Molecular Mechanisms of Bacterial Pathogenesis: Waging the Arms Race with Superbugs

Brent Segelke | 19-LW-048

Project Overview

We need a better understanding of infectious disease to safeguard human health, the economy, and global security. Modern omics techniques hold the promise of providing a comprehensive understanding of the molecular mechanisms of life, including pathogenesis from infectious disease, but there is a significant gap in annotation of gene function. Recent innovations in fluorescence microscopy for live-cell imaging and genetic engineering make it possible to determine the temporal correlation between molecular events and cellular behavior.
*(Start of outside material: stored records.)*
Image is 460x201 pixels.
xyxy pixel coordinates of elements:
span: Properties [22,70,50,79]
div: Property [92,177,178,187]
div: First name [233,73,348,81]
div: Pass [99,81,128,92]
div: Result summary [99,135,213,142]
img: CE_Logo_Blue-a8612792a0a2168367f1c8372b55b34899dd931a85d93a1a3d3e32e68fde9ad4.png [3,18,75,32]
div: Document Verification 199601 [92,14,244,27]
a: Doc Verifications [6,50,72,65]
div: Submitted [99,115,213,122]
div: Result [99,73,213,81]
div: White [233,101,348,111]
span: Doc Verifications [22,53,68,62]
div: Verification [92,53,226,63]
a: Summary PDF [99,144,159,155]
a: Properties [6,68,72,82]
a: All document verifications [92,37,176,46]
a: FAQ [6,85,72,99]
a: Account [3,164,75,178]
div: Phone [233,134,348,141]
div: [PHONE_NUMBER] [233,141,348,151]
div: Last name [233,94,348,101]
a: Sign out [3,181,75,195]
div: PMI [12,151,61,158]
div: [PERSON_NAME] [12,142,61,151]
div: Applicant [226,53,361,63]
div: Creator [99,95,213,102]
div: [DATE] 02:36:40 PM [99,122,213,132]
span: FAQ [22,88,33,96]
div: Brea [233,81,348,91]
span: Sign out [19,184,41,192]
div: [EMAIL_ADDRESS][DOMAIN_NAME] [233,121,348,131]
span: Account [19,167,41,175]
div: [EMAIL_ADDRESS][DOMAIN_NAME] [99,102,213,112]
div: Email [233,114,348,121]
This provides new insight into molecular mechanisms of pathogenesis, which will provide new therapeutic targets or novel countermeasure strategies.

The goal of our project was to (1) develop a lattice light sheet fluorescence microscope for long-time-course, live-cell imaging experiments; (2) develop the reagents and cell lines needed to monitor molecular events while bacteria infect mammalian immune cells; and (3) demonstrate that we could capture molecular events during an infection. We fully commissioned the Lawrence Livermore National Laboratory lattice light sheet microscope and conducted initial, live-cell studies with immune cells and pathogenic bacteria. Our work showed that long-time-course, live-cell imaging has tremendous potential to help elucidate molecular mechanisms of host-pathogen interactions and to help annotate gene function, which would establish a basis for new countermeasures.

Mission Impact

This project directly impacts Livermore's mission focus area in weapons of mass destruction (WMD) threat reduction, providing unique capabilities, expertise, and innovative solutions applicable to biothreat agents and emerging threats. This project directly supported the Laboratory's bioscience and bioengineering core competency, providing a capability and team delivering physiologically relevant, high-fidelity, in vitro and in silico tools to interrogate biological systems across many orders of magnitude of length and timescales. These new capabilities dramatically enhance our ability to interrogate cellular mechanisms and the interaction among cells. In addition, this project could impact the Director's Initiative in predictive biology by providing state-of-the-art, precision experimental measurements in cellular biology, microbiology, and molecular biology.